To further explore this possibility, we examine the link between a market leaders’ prior R&D spending and the adverse value impact that the leader experiences from disruptive innovations made by FinTech startups. In our regression analysis, we find that the adverse value impact for a leader is smaller when leaders’ prior R&D investments are larger. For instance, a one percentage-point increase in a leader’s prior R&D intensity is associated with roughly a 16.2 percent reduction in the magnitude of the negative value effect. Overall, the results support our explanation that market leaders’ ability to invest heavily in their own innovation is what helps them to better cope with FinTech startups’ disruptive innovation.

Conclusion

Our study provides the first large-scale evidence on the occurrence of FinTech innovation and the value that it brings to innovators, industries, and incumbent firms.
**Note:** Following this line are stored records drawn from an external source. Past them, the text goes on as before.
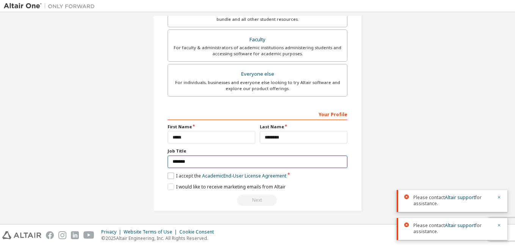 This screenshot has width=515, height=246. What do you see at coordinates (199, 232) in the screenshot?
I see `div: Cookie Consent` at bounding box center [199, 232].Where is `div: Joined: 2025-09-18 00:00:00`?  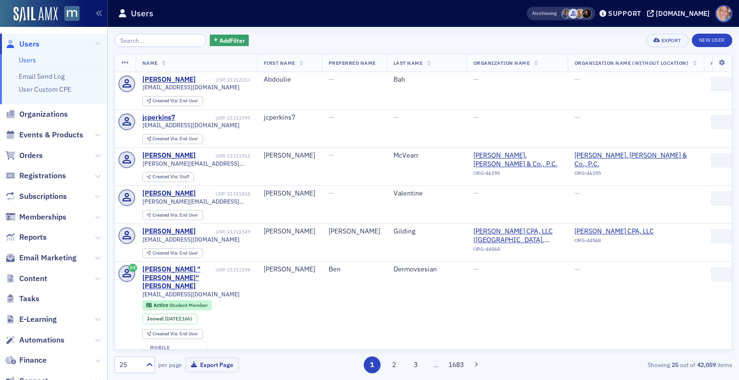 div: Joined: 2025-09-18 00:00:00 is located at coordinates (170, 319).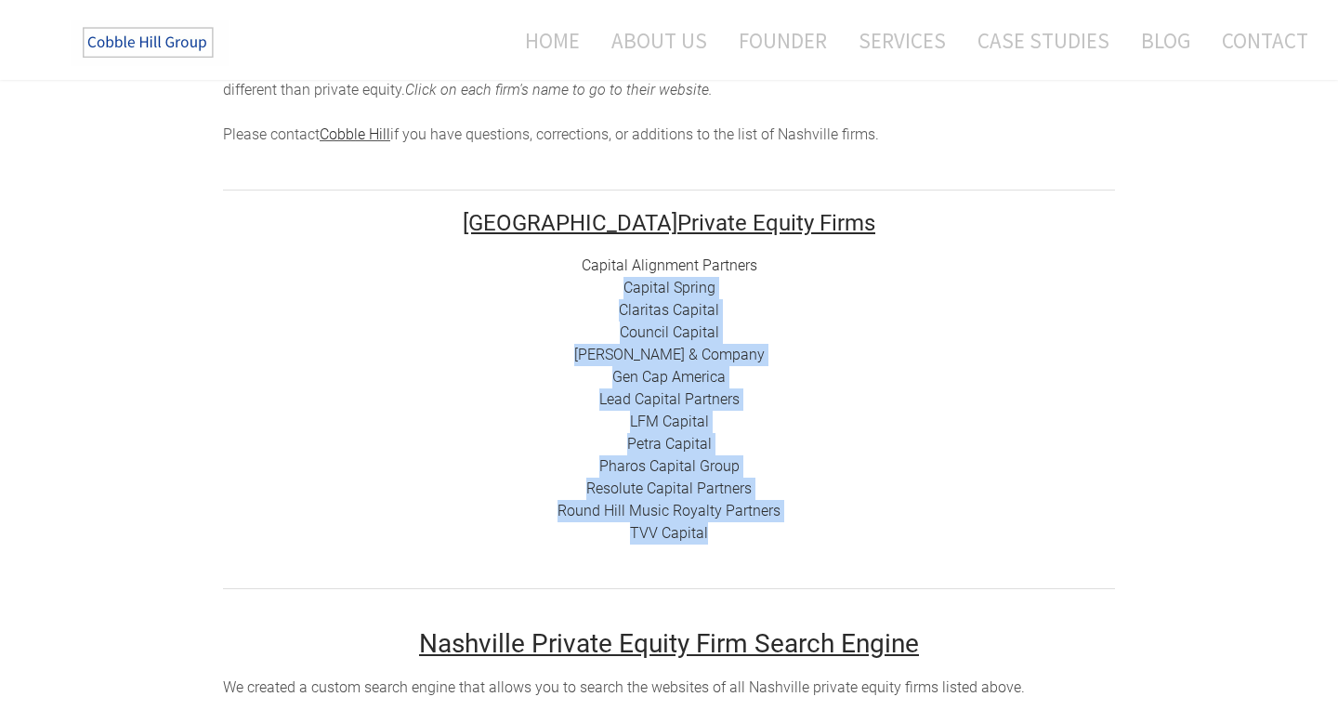 Image resolution: width=1338 pixels, height=723 pixels. I want to click on a: About Us, so click(659, 40). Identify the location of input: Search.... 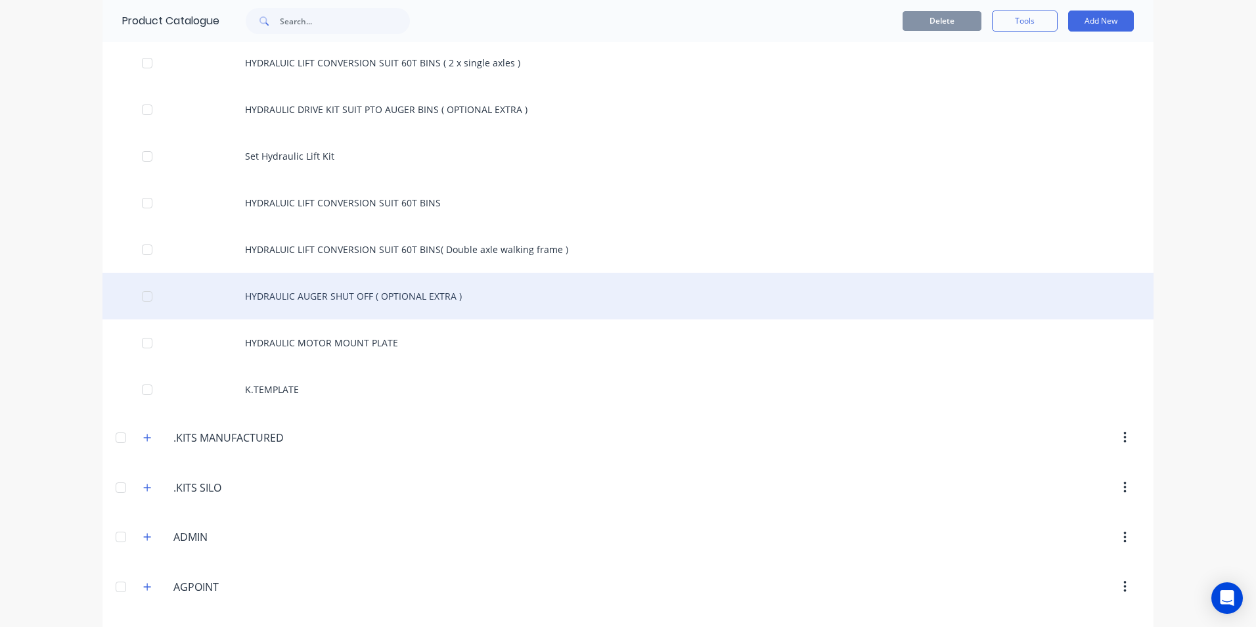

Using a unique dataset of U.S. patent filings by public firms, private firms, and non-firm inventors, we apply text-based machine learning to identify and classify FinTech innovations. To measure the market value such innovations, we develop and apply a new empirical method that combines stock market reactions with estimated innovation intensities. We find that FinTech innovations are generally valuable to innovators and to the financial sector as a whole. However, certain types of FinTech innovation can impact some financial industries negatively, particularly when the innovation comes from a nonfinancial startup and is based on disruptive technology. Market-share leaders that have invested heavily in their own innovation can avoid much of the harm from disruptive FinTech innovation by nonfinancial startups.

The findings of our study have implications for how managers of financial firms can best direct scarce R&D resources to pursue certain types of FinTech innovation or protect against disruptive innovation by nonfinancial startups. Also, our findings show that certain types of FinTech innovation can have positive value effects for some financial industries but negative value effects for others. This suggests that regulators should take into account the varied nature of interactions between industry type and technology type when considering how to regulate FinTech startups. Finally, our findings can provide guidance to venture capitalists and other early-stage investors about how to value different types of FinTech-related intellectual property.